Fooled By Randomness but Not Persuasion!
29th December 2009
You might have encountered either Fooled By Randomness or the even more popular Black Swan, both written by Nassim Nicholas Taleb. I just finished Randomness and see implications from this pop best seller for practical persuasion.
First, let me acknowledge my deeply felt dweebie nature and offer a professorial tut-tut about Taleb’s technical mastery: He’s got some problems that would require a serious rewrite if these books were intended for a research crowd. If you’re willing to throw yourself against those rocks, start with a search with the key term, “American Statistical Association.”
There. I feel better.
Now to the good stuff.
Randomness is a slippery concept that has Alice in Wonderland properties, meaning that it means what the writer wants it to mean depending upon the circumstance. Thus, randomness joins the blog pantheon of related concepts like Propaganda, Obscenity, and more lately, Strategic Communication. You need to watch not only the words, but the meanings up the writer’s other sleeve to remain unfooled.
There are two major meanings of randomness. The first is a highly technical procedural definition: Randomness is the selection of one object from a population in a way that does not effect the selection of any other object in the population. Random is not careless, haphazard, or whimsical. It is a well known process that is observable not only in how you do it, but in what it produces. Scientists use randomization as a crucial procedure when they select or assign as a means of equalizing samples of participants and materials and their interaction. Randomization is a fundamental element in science.
The second meaning of randomness comes closer to the street meaning: The mess of life. There’s a lot of randomness in the stock market (an area of huge concern in Taleb’s books), for example. In this sense random becomes synomymous with ignorance, error, and confusion. Randomness in this sense is a major concern for observational fields like economics, epidemiology, climate studies, evolution and others that share one commonality: You cannot randomly select or assign key features of the phenomena thereby bringing it under your control. This lack of control in observational studies always makes it easier to get “fooled by randomness.” However, and most oddly, you can use the known principles of randomness (see the first usage) as a means of understanding the mess of life.
Taleb rarely uses the term randomness in the first sense (an important procedure of scientific control) and almost always uses in that second sense of random as what we do not know in the mess of life. You need to keep that difference in mind because Taleb offers many good illustrations of how people think they know something about a large complex system (like public health, global warming, or financial markets) when all they are doing is reading the tea leaves.
With these two different uses of the term, randomness, now clear, let’s consider the persuasion implications. I see two.
First, most of what I write about is based on persuasion research that uses randomness in that first sense. Researchers employ random selection and/or assignment as a means of controlling persuasion variables. While one can still get fooled by randomness in this way, replication tends to point out the failure very rapidly. That is, the first time I do an experiment, I may get bad lucky in my random selection or assignment and create biased outcomes that vary strictly as a function of my sampling or assignment and have nothing to do with the persuasion variable. However, the next time someone replicates the experiment (and they will), randomization effects are more likely to be obvious as later studies fail to replicate findings. Thus, the knowledge we generate about persuasion through this approach is more likely to be true (reliable, general, valid, useful) than research that never uses the approach.
Second, a lot of daily practical persuasion can be understood within Taleb’s point of view. Practical persuasion usually occurs in a large complex social system of many variables that have a lot of randomness in their interaction. We may get fooled by randomness when we achieve a desired outcome and think it was caused by our persuasion skill when it was really just a rare, unique, and chance combination of variables that no one understands and will probably never again recur. If you never carefully test your persuasion principles against the Rock of Randomization, you will almost always be Fooled by Randomness.
In either case, randomization and its uses illustrates my Rule:
There’s a difference between persuasion, and smoke and mirrors; with persuasion the illusion persists.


> [Task requirements]
Take each line from the entries that holds "stage" and copy it out.
Top of Task inputs
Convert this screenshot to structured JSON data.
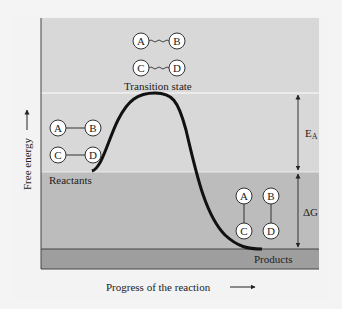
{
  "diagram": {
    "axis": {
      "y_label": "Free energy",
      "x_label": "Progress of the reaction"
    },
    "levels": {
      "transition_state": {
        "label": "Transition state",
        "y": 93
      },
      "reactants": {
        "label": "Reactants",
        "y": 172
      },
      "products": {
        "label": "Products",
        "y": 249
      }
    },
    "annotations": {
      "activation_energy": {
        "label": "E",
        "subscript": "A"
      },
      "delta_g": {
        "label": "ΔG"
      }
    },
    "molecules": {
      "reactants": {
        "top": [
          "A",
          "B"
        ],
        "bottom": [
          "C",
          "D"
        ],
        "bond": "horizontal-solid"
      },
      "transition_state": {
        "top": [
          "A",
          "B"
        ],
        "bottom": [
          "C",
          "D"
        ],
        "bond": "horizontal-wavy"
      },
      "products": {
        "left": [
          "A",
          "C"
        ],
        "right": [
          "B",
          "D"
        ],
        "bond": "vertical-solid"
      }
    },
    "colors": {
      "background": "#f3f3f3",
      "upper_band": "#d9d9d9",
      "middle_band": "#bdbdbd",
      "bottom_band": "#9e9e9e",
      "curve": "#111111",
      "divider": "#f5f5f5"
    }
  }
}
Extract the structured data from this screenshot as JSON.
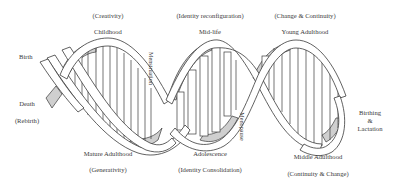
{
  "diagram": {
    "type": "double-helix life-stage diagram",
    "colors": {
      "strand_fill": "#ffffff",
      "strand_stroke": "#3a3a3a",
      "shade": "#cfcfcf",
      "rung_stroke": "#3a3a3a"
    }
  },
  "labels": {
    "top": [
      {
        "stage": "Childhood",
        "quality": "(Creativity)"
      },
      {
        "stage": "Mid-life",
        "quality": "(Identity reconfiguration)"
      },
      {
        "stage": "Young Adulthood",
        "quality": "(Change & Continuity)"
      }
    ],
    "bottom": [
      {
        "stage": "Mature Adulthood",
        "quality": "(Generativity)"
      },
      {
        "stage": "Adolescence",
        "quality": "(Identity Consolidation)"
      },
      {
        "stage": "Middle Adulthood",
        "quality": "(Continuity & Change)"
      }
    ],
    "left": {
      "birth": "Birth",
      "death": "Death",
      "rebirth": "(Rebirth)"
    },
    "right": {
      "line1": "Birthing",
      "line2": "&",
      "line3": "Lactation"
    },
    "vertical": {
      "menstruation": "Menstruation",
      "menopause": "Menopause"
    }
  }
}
Bottom of Task inputs
> [Task response]
    "type": "double-helix life-stage diagram",
        "stage": "Childhood",
        "stage": "Mid-life",
        "stage": "Young Adulthood",
        "stage": "Mature Adulthood",
        "stage": "Adolescence",
        "stage": "Middle Adulthood",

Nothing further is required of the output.